The Nobel Peace Prize winner will reunite with her family in Islamabad, but safety fears ruled out a visit to her native Swat Valley.
Malala Yousafzai, the youngest winner of the Nobel Peace Prize, returned home to Pakistan early Thursday for the first time since she was shot by the Taliban over her campaign against its efforts to deny education to women, her family told NBC News.
Yousafzai, 20, was the target of the attempted assassination in 2012 in her native Swat Valley. She is now a student at Oxford University in England.
"The visit was kept a secret due to security issues," a relative said on condition of anonymity after Yousafzai was greeted at Benazir Bhutto International Airport in Islamabad by government and security officials. She was taken to a hotel under high security, the relative said.
Yousafzai will reunite with all of her family in Islamabad during the four-day visit, but she won't visit Swat because of the concerns for her safety, relatives said. She is scheduled to meet with Prime Minister Shahid Khaqan Abbasi and other government officials later on Thursday.
Yousafzai had already won international acclaim as an advocate for women's education when she caught the attention of the Taliban, which had gained a stronghold in the Swat Valley. On Oct. 9, 2012, a gunman stormed her school bus in Mingora and shot her in the face at point-blank range to silence her. She was critically wounded but recovered at a hospital in Britain.
Since then, she has become a worldwide symbol of female empowerment, founding the Malala Fund, a charity dedicated to giving all girls access to education, with her father, Ziauddin.
Yousafzai told David Letterman in a recent episode of his Netflix interview series that she had been searching for an opportunity to return to Pakistan.
"I want my feet to touch that land and to be there," she said.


__EXERCISE BRIEF__: Reproduce the entries exactly as they appear below.

[Recorded data]
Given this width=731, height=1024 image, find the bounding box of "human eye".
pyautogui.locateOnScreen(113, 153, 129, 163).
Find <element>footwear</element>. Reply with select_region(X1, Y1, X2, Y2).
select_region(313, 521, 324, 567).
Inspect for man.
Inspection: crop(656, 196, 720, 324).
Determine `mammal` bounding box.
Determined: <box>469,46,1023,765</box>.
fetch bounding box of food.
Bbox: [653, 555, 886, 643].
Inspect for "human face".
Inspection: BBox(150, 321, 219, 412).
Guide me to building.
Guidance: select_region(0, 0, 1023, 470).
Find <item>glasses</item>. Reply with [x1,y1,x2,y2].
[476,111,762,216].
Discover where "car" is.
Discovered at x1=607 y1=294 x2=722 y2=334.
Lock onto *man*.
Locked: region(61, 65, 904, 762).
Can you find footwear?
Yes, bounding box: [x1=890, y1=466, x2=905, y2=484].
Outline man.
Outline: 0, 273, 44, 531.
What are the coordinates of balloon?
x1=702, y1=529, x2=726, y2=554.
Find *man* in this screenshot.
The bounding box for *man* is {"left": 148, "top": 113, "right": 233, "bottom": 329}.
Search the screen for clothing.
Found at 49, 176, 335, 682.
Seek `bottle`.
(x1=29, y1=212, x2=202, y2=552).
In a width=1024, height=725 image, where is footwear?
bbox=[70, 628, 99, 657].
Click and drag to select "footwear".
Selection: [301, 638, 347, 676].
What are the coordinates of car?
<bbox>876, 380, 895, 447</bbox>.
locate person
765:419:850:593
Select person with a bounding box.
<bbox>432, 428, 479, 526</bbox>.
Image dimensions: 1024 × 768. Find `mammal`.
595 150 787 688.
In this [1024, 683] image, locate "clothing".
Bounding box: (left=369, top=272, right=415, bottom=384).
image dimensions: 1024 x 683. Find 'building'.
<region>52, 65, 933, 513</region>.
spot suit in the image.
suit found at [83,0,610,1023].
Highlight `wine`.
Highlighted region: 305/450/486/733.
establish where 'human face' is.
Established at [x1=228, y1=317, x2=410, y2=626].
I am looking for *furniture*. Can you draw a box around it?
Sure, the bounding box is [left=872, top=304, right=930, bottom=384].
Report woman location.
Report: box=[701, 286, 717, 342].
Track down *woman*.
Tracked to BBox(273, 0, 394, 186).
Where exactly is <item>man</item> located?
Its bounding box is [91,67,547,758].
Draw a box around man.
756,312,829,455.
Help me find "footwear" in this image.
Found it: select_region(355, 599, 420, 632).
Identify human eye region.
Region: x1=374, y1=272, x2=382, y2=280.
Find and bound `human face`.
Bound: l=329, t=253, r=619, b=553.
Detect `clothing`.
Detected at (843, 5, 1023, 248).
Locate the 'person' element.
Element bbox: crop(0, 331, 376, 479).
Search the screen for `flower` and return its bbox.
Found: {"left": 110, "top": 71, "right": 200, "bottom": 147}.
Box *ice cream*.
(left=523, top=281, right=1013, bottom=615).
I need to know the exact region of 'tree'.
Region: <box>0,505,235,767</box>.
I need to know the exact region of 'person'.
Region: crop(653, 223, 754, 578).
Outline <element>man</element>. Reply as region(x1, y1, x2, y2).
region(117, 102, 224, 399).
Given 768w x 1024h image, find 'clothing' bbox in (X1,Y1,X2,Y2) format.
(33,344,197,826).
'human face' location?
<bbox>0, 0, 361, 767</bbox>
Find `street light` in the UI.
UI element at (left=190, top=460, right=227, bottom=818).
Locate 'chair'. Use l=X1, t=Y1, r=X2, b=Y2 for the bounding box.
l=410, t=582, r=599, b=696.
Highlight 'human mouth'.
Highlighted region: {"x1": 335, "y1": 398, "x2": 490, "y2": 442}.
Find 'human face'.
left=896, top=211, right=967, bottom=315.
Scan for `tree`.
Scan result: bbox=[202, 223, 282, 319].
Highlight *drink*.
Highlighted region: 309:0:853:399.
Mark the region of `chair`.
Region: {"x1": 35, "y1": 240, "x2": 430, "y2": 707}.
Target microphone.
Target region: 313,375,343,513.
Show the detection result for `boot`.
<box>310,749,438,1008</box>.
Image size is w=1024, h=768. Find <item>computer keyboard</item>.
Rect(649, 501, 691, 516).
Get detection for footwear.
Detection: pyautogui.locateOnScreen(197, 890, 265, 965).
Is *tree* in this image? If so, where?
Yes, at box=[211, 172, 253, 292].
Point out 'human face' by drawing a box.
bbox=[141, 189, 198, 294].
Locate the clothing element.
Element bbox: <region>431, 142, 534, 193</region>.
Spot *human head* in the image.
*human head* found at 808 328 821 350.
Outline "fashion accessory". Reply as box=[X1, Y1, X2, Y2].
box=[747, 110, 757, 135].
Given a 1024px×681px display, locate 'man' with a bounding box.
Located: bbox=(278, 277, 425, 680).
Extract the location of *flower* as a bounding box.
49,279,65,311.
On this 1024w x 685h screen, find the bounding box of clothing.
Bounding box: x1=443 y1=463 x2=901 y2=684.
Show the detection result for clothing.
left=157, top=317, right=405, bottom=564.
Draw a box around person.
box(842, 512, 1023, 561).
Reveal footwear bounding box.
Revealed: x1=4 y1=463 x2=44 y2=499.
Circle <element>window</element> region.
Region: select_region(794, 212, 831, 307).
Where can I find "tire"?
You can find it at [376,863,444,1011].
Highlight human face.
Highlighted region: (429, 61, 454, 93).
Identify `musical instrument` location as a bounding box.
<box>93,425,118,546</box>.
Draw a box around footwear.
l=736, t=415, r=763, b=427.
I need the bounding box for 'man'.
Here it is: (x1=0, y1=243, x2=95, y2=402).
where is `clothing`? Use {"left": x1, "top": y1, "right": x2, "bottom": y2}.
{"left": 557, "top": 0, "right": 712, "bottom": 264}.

__WRITTEN REPLY__:
Given this width=731, height=1024 image, find the bounding box of "human eye".
pyautogui.locateOnScreen(113, 153, 129, 163).
Find <element>footwear</element>. Reply with select_region(X1, Y1, X2, Y2).
select_region(313, 521, 324, 567).
Inspect for man.
Inspection: crop(656, 196, 720, 324).
Determine `mammal` bounding box.
Determined: <box>469,46,1023,765</box>.
fetch bounding box of food.
Bbox: [653, 555, 886, 643].
Inspect for "human face".
Inspection: BBox(150, 321, 219, 412).
Guide me to building.
Guidance: select_region(0, 0, 1023, 470).
Find <item>glasses</item>. Reply with [x1,y1,x2,y2].
[476,111,762,216].
Discover where "car" is.
Discovered at x1=607 y1=294 x2=722 y2=334.
Lock onto *man*.
Locked: region(61, 65, 904, 762).
Can you find footwear?
Yes, bounding box: [x1=890, y1=466, x2=905, y2=484].
Outline man.
Outline: 0, 273, 44, 531.
What are the coordinates of balloon?
x1=702, y1=529, x2=726, y2=554.
Find *man* in this screenshot.
The bounding box for *man* is {"left": 148, "top": 113, "right": 233, "bottom": 329}.
Search the screen for clothing.
Found at 49, 176, 335, 682.
Seek `bottle`.
(x1=29, y1=212, x2=202, y2=552).
In a width=1024, height=725 image, where is footwear?
bbox=[70, 628, 99, 657].
Click and drag to select "footwear".
Selection: [301, 638, 347, 676].
What are the coordinates of car?
<bbox>876, 380, 895, 447</bbox>.
locate person
765:419:850:593
Select person with a bounding box.
<bbox>432, 428, 479, 526</bbox>.
Image dimensions: 1024 × 768. Find `mammal`.
595 150 787 688.
In this [1024, 683] image, locate "clothing".
Bounding box: (left=369, top=272, right=415, bottom=384).
image dimensions: 1024 x 683. Find 'building'.
<region>52, 65, 933, 513</region>.
spot suit in the image.
suit found at [83,0,610,1023].
Highlight `wine`.
Highlighted region: 305/450/486/733.
establish where 'human face' is.
Established at [x1=228, y1=317, x2=410, y2=626].
I am looking for *furniture*. Can you draw a box around it?
Sure, the bounding box is [left=872, top=304, right=930, bottom=384].
Report woman location.
Report: box=[701, 286, 717, 342].
Track down *woman*.
Tracked to BBox(273, 0, 394, 186).
Where exactly is <item>man</item> located?
Its bounding box is [91,67,547,758].
Draw a box around man.
756,312,829,455.
Help me find "footwear" in this image.
Found it: select_region(355, 599, 420, 632).
Identify human eye region.
Region: x1=374, y1=272, x2=382, y2=280.
Find and bound `human face`.
Bound: l=329, t=253, r=619, b=553.
Detect `clothing`.
Detected at (843, 5, 1023, 248).
Locate the 'person' element.
Element bbox: crop(0, 331, 376, 479).
Search the screen for `flower` and return its bbox.
Found: {"left": 110, "top": 71, "right": 200, "bottom": 147}.
Box *ice cream*.
(left=523, top=281, right=1013, bottom=615).
I need to know the exact region of 'tree'.
Region: <box>0,505,235,767</box>.
I need to know the exact region of 'person'.
Region: crop(653, 223, 754, 578).
Outline <element>man</element>. Reply as region(x1, y1, x2, y2).
region(117, 102, 224, 399).
Given 768w x 1024h image, find 'clothing' bbox in (X1,Y1,X2,Y2) format.
(33,344,197,826).
'human face' location?
<bbox>0, 0, 361, 767</bbox>
Find `street light` in the UI.
UI element at (left=190, top=460, right=227, bottom=818).
Locate 'chair'. Use l=X1, t=Y1, r=X2, b=Y2 for the bounding box.
l=410, t=582, r=599, b=696.
Highlight 'human mouth'.
Highlighted region: {"x1": 335, "y1": 398, "x2": 490, "y2": 442}.
Find 'human face'.
left=896, top=211, right=967, bottom=315.
Scan for `tree`.
Scan result: bbox=[202, 223, 282, 319].
Highlight *drink*.
Highlighted region: 309:0:853:399.
Mark the region of `chair`.
Region: {"x1": 35, "y1": 240, "x2": 430, "y2": 707}.
Target microphone.
Target region: 313,375,343,513.
Show the detection result for `boot`.
<box>310,749,438,1008</box>.
Image size is w=1024, h=768. Find <item>computer keyboard</item>.
Rect(649, 501, 691, 516).
Get detection for footwear.
Detection: pyautogui.locateOnScreen(197, 890, 265, 965).
Is *tree* in this image? If so, where?
Yes, at box=[211, 172, 253, 292].
Point out 'human face' by drawing a box.
bbox=[141, 189, 198, 294].
Locate the clothing element.
Element bbox: <region>431, 142, 534, 193</region>.
Spot *human head* in the image.
*human head* found at 808 328 821 350.
Outline "fashion accessory". Reply as box=[X1, Y1, X2, Y2].
box=[747, 110, 757, 135].
Given a 1024px×681px display, locate 'man' with a bounding box.
Located: bbox=(278, 277, 425, 680).
Extract the location of *flower* as a bounding box.
49,279,65,311.
On this 1024w x 685h screen, find the bounding box of clothing.
Bounding box: x1=443 y1=463 x2=901 y2=684.
Show the detection result for clothing.
left=157, top=317, right=405, bottom=564.
Draw a box around person.
box(842, 512, 1023, 561).
Reveal footwear bounding box.
Revealed: x1=4 y1=463 x2=44 y2=499.
Circle <element>window</element> region.
Region: select_region(794, 212, 831, 307).
Where can I find "tire"?
You can find it at [376,863,444,1011].
Highlight human face.
Highlighted region: (429, 61, 454, 93).
Identify `musical instrument` location as a bounding box.
<box>93,425,118,546</box>.
Draw a box around footwear.
l=736, t=415, r=763, b=427.
I need the bounding box for 'man'.
Here it is: (x1=0, y1=243, x2=95, y2=402).
where is `clothing`? Use {"left": x1, "top": y1, "right": x2, "bottom": y2}.
{"left": 557, "top": 0, "right": 712, "bottom": 264}.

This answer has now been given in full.